Fallen US insurance giant American International Group owes financial firms some 10 billion dollars on speculative trades that turned sour, the Wall Street Journal reported on Wednesday.
The trades have not been explicitly revealed before and would not be covered by the US government's bailout package of more than 150 billion dollars for the troubled company, the Journal reported, citing unnamed sources.
Details of the trades mark the first indication that AIG may have been gambling with its own capital, the Journal wrote.
The government intervened to rescue AIG from collapse in September and has since dramatically expanded its rescue funds as the firm suffers from failed bets on complex financial instruments.
An AIG spokesman told the Journal that the trades were not speculative bets but "credit protection instruments."
He said the trades have been fully disclosed already and amount to less than 10 billion dollars of the firm's 71.6 billion dollars exposure to derivative contracts on debt pools, or collateralized debt obligations, as of September 30.
AIG was the world's largest insurer before the global credit crisis brought it down.
The trades have not been explicitly revealed before and would not be covered by the US government's bailout package of more than 150 billion dollars for the troubled company, the Journal reported, citing unnamed sources.
Details of the trades mark the first indication that AIG may have been gambling with its own capital, the Journal wrote.
The government intervened to rescue AIG from collapse in September and has since dramatically expanded its rescue funds as the firm suffers from failed bets on complex financial instruments.
An AIG spokesman told the Journal that the trades were not speculative bets but "credit protection instruments."
He said the trades have been fully disclosed already and amount to less than 10 billion dollars of the firm's 71.6 billion dollars exposure to derivative contracts on debt pools, or collateralized debt obligations, as of September 30.
AIG was the world's largest insurer before the global credit crisis brought it down.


__The task__
Only the lines from the line containing "Output a JSON" to the end of the entries, both included, belong in your answer, and each must match exactly.

__Information given__
=== Section Start ===
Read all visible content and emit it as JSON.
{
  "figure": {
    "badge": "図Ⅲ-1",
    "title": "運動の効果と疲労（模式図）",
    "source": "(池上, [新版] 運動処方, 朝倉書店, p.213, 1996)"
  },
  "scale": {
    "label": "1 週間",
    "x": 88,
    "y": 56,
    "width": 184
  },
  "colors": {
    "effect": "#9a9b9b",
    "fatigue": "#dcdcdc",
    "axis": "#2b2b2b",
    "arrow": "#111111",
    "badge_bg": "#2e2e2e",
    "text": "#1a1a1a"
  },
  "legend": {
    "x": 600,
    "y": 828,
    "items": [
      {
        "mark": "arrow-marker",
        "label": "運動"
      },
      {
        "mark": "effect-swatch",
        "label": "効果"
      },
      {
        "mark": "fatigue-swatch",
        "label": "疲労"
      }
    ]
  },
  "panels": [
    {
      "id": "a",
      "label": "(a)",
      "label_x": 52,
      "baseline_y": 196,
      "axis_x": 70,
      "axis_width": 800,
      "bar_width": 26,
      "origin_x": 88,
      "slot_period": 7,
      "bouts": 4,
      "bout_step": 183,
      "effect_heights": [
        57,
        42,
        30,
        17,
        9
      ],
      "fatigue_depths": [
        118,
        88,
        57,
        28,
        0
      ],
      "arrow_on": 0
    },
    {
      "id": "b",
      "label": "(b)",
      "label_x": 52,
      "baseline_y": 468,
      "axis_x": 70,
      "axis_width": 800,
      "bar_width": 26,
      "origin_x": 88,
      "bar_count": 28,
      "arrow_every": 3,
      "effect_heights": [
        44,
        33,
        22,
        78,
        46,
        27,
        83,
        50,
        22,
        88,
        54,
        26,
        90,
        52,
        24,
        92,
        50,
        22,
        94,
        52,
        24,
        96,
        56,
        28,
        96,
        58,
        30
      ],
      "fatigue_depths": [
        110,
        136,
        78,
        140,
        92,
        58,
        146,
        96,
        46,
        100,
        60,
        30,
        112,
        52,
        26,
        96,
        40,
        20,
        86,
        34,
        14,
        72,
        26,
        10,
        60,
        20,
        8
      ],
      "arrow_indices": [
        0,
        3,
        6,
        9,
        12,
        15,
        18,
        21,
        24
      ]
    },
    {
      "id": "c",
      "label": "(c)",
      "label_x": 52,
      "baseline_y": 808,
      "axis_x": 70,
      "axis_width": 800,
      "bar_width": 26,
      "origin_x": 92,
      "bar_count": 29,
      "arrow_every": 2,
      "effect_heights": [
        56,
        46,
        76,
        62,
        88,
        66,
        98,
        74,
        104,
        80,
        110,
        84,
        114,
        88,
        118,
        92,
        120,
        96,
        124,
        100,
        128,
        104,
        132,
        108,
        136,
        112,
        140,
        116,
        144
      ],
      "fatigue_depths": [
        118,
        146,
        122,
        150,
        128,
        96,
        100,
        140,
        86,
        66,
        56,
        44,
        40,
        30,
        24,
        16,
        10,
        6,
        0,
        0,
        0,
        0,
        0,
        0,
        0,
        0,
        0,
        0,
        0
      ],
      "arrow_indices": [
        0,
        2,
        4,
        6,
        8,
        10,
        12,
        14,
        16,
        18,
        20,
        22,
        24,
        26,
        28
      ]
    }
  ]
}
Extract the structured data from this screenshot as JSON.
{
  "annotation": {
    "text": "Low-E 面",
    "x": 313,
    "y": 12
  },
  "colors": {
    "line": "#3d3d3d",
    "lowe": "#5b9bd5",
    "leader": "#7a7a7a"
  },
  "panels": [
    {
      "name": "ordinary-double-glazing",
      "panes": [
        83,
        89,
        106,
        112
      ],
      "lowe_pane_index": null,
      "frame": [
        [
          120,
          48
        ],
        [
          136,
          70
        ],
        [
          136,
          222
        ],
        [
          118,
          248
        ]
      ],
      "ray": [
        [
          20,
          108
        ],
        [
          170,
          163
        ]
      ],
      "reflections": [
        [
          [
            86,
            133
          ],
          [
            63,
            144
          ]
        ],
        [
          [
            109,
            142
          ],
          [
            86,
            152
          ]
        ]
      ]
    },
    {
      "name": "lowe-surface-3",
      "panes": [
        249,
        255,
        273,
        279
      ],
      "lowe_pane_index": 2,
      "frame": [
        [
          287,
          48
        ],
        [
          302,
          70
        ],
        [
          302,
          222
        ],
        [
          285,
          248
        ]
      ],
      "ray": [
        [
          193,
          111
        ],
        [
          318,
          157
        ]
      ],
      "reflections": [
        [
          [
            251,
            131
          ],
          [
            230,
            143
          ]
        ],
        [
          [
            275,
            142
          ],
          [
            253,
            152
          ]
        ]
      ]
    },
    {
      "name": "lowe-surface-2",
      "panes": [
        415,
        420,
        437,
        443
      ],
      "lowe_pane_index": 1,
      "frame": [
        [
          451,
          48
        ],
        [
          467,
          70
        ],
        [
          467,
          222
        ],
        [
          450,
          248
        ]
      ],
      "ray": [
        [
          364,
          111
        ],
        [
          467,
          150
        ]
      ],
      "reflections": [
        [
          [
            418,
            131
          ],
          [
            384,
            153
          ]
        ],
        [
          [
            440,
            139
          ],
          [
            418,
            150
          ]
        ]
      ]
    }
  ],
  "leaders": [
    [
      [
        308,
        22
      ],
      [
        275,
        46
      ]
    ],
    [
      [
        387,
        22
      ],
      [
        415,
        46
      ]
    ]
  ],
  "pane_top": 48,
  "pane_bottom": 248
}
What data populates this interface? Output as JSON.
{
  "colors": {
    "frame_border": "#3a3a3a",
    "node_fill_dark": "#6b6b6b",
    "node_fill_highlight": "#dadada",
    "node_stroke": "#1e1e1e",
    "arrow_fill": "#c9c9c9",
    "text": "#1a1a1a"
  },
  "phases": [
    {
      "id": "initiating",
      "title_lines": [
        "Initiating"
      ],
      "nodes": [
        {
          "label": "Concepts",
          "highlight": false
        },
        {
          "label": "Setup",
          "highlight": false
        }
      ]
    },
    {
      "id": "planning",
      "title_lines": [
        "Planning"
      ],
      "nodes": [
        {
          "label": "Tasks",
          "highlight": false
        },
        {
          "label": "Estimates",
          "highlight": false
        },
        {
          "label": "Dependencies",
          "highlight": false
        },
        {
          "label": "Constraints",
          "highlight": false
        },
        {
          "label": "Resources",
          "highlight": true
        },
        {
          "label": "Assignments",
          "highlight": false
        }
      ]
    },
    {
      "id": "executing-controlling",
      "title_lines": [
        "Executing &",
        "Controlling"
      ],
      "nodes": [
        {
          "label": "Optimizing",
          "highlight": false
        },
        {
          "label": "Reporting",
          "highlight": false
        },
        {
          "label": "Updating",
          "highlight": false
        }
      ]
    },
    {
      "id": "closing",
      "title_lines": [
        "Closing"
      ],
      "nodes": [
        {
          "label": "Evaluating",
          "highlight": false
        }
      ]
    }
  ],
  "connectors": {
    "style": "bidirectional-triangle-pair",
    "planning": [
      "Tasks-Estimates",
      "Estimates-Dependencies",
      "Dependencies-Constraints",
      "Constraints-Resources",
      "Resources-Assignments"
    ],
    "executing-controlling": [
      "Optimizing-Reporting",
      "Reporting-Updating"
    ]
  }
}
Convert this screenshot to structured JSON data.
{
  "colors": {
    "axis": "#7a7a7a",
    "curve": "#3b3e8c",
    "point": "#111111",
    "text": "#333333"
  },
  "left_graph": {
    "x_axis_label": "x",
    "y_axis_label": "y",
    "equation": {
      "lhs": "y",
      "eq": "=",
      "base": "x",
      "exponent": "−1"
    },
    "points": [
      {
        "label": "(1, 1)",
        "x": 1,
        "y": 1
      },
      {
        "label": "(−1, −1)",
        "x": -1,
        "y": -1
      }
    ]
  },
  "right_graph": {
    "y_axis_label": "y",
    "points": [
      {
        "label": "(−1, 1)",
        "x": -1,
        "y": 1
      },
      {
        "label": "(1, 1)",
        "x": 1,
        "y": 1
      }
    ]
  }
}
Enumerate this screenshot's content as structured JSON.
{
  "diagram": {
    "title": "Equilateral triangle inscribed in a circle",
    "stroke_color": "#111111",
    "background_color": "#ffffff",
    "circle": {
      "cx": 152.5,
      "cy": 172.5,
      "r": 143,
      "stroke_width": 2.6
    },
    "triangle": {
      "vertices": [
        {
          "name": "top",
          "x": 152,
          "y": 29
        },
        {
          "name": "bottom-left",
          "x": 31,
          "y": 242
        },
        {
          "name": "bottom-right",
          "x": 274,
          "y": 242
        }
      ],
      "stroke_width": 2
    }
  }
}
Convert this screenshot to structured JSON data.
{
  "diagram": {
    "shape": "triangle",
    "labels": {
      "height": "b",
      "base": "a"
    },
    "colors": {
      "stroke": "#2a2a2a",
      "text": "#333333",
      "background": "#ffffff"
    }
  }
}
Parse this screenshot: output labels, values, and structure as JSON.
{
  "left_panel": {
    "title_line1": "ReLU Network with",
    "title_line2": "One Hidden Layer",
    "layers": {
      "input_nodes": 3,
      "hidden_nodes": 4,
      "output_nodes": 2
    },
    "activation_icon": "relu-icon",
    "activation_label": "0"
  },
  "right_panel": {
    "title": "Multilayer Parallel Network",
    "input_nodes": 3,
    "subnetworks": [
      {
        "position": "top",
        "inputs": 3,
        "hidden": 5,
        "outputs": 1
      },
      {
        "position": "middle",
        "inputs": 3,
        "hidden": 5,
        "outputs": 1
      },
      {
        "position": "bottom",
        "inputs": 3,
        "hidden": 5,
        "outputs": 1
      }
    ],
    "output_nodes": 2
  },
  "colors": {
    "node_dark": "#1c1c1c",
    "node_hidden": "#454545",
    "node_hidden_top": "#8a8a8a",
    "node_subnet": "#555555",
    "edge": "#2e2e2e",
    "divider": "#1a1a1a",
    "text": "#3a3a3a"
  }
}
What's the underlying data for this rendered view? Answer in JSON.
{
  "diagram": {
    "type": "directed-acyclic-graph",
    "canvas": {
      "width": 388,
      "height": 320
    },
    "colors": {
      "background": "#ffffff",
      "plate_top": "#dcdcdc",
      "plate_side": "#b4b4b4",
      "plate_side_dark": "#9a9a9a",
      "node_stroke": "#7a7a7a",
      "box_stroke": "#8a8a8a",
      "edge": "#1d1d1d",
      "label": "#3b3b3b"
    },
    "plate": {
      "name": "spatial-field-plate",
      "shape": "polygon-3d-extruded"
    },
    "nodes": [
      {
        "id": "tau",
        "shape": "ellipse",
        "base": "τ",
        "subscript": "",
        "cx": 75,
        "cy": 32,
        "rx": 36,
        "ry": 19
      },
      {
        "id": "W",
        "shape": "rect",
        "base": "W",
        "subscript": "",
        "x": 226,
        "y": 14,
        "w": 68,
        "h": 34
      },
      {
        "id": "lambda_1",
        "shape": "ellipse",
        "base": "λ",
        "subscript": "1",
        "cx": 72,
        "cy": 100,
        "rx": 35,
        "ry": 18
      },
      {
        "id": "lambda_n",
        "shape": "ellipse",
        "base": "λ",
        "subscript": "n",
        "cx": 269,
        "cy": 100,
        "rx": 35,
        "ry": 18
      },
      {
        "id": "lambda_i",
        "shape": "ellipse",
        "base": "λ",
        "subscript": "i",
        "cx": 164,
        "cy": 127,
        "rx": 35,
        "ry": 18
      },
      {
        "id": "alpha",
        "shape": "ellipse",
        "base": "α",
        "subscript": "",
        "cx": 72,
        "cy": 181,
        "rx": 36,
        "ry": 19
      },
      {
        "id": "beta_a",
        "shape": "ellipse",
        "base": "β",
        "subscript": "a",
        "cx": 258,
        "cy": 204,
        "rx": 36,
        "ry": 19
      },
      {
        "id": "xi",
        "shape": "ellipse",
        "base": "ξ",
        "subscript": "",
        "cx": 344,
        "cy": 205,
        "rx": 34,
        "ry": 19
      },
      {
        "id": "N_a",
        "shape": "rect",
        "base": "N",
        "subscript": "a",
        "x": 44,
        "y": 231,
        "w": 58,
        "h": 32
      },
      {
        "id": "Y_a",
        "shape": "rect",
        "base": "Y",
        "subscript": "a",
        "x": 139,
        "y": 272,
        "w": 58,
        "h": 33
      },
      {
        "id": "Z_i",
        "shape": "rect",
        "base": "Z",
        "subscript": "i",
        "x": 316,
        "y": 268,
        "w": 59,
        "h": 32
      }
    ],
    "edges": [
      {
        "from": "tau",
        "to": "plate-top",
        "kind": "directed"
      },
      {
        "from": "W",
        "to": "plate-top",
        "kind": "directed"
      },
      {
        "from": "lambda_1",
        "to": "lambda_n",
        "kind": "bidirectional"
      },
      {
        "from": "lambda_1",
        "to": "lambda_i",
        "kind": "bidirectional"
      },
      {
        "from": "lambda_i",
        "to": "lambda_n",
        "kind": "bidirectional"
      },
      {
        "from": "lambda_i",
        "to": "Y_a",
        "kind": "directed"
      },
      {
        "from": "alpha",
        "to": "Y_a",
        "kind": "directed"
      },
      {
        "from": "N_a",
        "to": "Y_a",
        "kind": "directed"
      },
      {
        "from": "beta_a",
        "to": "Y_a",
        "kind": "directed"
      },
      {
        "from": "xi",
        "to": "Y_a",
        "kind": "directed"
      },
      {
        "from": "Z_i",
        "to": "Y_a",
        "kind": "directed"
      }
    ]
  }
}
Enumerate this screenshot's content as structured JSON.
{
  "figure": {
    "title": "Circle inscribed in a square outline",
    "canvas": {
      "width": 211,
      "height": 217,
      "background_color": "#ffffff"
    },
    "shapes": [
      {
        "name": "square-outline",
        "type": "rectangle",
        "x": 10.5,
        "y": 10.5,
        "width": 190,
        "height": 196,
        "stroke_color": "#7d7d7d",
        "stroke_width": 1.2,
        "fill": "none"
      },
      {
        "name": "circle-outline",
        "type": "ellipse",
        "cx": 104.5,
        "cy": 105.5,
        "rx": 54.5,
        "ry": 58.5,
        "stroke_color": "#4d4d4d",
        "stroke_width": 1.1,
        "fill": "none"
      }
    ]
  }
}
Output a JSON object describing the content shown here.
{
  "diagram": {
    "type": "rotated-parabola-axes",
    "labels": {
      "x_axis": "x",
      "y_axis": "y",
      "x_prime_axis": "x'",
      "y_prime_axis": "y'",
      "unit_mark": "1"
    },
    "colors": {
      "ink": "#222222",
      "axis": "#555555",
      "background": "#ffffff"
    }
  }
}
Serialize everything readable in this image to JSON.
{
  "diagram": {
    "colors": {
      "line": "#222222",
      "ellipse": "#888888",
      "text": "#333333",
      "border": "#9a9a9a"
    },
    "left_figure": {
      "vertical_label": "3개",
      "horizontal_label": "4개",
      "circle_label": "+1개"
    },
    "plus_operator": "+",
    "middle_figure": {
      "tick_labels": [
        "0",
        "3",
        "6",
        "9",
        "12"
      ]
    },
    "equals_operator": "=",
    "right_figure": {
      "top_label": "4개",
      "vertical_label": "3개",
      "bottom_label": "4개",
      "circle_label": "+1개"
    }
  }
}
=== Section End ===
__Final answer__
Output a JSON object describing the content shown here.
{
  "diagram": {
    "type": "rotated-parabola-axes",
    "labels": {
      "x_axis": "x",
      "y_axis": "y",
      "x_prime_axis": "x'",
      "y_prime_axis": "y'",
      "unit_mark": "1"
    },
    "colors": {
      "ink": "#222222",
      "axis": "#555555",
      "background": "#ffffff"
    }
  }
}
Serialize everything readable in this image to JSON.
{
  "diagram": {
    "colors": {
      "line": "#222222",
      "ellipse": "#888888",
      "text": "#333333",
      "border": "#9a9a9a"
    },
    "left_figure": {
      "vertical_label": "3개",
      "horizontal_label": "4개",
      "circle_label": "+1개"
    },
    "plus_operator": "+",
    "middle_figure": {
      "tick_labels": [
        "0",
        "3",
        "6",
        "9",
        "12"
      ]
    },
    "equals_operator": "=",
    "right_figure": {
      "top_label": "4개",
      "vertical_label": "3개",
      "bottom_label": "4개",
      "circle_label": "+1개"
    }
  }
}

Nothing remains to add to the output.